Humans of Kurdistan - South 76

June 20, 2020

“I have long had a passion for archaeology and recorded history. It happened that in 2004, after Iraq was freed and I was employed at the Archaeology Directorate, I was doing financially well and so I started to publish the Shmshara Magazine – Shmshara is an archaeologically important hill close to Ranya and the name of the magazine is based on that – that initially consisted of 3 pages until it gradually grew to more than 50 pages and articles, most of which I wrote myself.
Another one of my passions is collecting historical texts and my hope is to someday open a museum that displays the historical texts that I have, which round up to about 500 texts, and many other texts. I have historical texts that go back to 350 years ago!”
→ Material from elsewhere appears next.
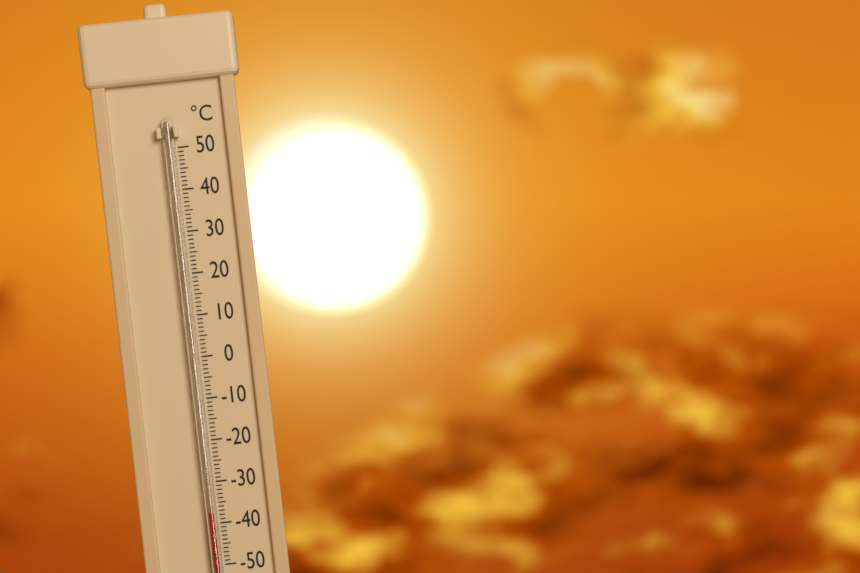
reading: -37 °C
“Other than Shmshara, I also own two book productions called ‘Shin u Shingeri’ [Mourning and Lamentation] and ‘The three Wings of the Haqqa Movement’. Mourning and lamentation is a Kurdish cultural tradition mentioned by many poets. It is a way of expressing grief by different tribes for their dead ones, which differed across tribes. What I have done is that I have collected this area’s different ways of lamentation in a book.
Haqqa was a social class movement that started under Sheikh Abdul-Karim of Shaddala at the end of the 30s of the last century in Shaddala village of the Surdash region of Dukan. This movement has originated from the Naqishbandi Order that has spurned praying and fasting. So they were criticized a lot for being Sufis and not praying. But they did not pray under Chapter 99 of the Quran: ‘And worship your Lord until the certainty comes to you’. After the passing of their Sheikh, the movement was divided into 3 wings, which I have covered in my book. In one of them, tea, cigarettes, and child-bearing were forbidden. Today there is one women left in that wing, they call her ‘Tata Halawa’.”